Eyes Above The Waves

Robert O'Callahan. Christian. Repatriate Kiwi. Hacker.

Monday 4 January 2016

innerText: Cleaning A Dark Corner Of the Web

One of the things I did last year was implement innerText in Gecko and write a specification for it. This is more or less a textbook case of cleaning a dark corner of the Web.

innerText was implemented in IE 5.5 (or maybe earlier?), apparently with the goal of approximating the getting and setting of the "rendered text contents" of a DOM node. Microsoft being Microsoft at the time, there was no attempt to add it to any Web specification. Some time later, Webkit implemented their own version of it --- a very different and quite incompatible implementation. Naturally, Blink inherited the Webkit implementation. Over the years implementations evolved independently.

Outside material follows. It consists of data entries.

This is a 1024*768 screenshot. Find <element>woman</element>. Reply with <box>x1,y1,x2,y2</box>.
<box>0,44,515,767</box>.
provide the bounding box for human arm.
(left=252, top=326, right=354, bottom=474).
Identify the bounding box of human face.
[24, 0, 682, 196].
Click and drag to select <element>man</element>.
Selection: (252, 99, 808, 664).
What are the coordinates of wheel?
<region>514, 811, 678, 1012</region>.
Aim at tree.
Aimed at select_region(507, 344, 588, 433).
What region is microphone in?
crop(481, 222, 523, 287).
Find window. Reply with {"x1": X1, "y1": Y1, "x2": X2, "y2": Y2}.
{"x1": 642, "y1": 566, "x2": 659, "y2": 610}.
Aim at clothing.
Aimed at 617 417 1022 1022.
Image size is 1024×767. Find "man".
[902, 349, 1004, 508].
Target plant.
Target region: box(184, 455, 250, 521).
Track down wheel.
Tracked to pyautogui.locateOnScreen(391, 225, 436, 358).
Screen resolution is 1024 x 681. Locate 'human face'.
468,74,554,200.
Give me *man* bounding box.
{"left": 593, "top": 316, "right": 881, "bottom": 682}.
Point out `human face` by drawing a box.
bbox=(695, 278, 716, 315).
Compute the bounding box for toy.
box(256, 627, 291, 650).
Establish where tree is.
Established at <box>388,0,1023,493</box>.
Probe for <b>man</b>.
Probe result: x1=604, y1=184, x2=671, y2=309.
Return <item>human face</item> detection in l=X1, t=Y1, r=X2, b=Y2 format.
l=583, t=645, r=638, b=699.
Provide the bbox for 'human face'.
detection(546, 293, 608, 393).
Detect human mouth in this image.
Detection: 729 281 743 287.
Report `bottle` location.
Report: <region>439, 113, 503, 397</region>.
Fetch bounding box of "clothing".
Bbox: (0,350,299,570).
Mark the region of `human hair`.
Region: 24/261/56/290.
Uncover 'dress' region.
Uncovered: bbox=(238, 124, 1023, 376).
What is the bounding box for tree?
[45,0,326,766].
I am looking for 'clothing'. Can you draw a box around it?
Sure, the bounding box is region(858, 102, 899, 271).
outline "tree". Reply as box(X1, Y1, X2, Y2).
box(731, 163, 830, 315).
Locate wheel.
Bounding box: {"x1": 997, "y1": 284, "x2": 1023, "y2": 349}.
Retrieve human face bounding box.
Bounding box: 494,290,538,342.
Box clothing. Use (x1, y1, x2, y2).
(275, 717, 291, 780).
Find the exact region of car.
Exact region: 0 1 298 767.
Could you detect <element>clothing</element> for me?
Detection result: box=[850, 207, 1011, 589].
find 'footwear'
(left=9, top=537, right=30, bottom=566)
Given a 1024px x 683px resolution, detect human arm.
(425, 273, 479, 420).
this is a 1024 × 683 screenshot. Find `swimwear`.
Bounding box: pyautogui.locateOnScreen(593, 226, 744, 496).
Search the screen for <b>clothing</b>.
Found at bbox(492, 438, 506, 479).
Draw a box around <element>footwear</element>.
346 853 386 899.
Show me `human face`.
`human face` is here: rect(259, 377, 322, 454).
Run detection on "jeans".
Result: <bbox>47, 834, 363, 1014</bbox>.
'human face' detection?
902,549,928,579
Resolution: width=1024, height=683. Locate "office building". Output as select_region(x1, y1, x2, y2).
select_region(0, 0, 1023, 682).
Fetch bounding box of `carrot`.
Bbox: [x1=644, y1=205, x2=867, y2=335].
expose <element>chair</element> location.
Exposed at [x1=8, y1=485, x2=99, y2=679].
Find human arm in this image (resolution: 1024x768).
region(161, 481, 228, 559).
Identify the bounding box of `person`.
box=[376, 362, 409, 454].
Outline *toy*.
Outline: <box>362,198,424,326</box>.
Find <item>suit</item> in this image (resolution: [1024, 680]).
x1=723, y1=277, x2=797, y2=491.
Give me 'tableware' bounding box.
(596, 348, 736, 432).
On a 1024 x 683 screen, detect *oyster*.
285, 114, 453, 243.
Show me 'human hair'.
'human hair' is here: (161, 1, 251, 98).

In Gecko we didn't bother to implement it. It was seldom used, and you can quite easily polyfill a decent implementation, which has the advantage of working the same across all browsers. (Many users can just use textContent instead.) It's a feature the Web just doesn't need, even if it worked interoperably and had a spec.

Sadly, this year it became clear we have to implement it. People have been using it in mobile sites (Webkit monoculture) and it even started showing up on the odd desktop site where people didn't test with Firefox. I ran into this on xkcd.com and then it was clear I had to fix it!

I could have done what Webkit/Blink (and I suspect IE) did and hooked it up to our existing plaintext serializer (which implements clipboard plaintext copy), adding a third totally incompatible implementation ... but that's not Mozilla. So I wrote a bunch of testcases (partly inspired by kangax's) and studied some other resources, and created a spec that felt to me like a good tradeoff between simplicity and Web compatibility --- and implemented it in Gecko. As kangax notes, it's highly Blink-compatible but avoids some obvious Blink bugs.

My key insight while writing the getter's spec was that we should reuse the CSS spec by reference as much as possible instead of specifying rules that would duplicate CSS logic. For example, my spec (and implementation) don't mention CSS white-space property values explicitly, but instead incorporates CSS white-space processing by reference, which means all the values (and any new ones) just work.

So far so good --- our implementation is riding the trains in Firefox 45 --- but this is not the end of the story. The next step is for other browsers to change their behavior to converge on this spec --- or if they can't, to explain why so we can fix the spec so they can. To be honest, I'm not very optimistic about that since I've received minimal feedback from Apple/Google/Microsoft so far (despite begging). But we've done what we can at Mozilla to fix this wart on the Web, and we've probably done enough to fix innerText-specific Web compat problems in Firefox for the forseeable future.

Comments

Peter Kasting
Are there Chromium bugs on compliance here? If so I can try to help push those.
Robert
https://code.google.com/p/chromium/issues/detail?id=573309
Anonymous
I have never used innerText directly. Not sure if any of the frameworks that I've used rely on it like jQuery, Angular or React.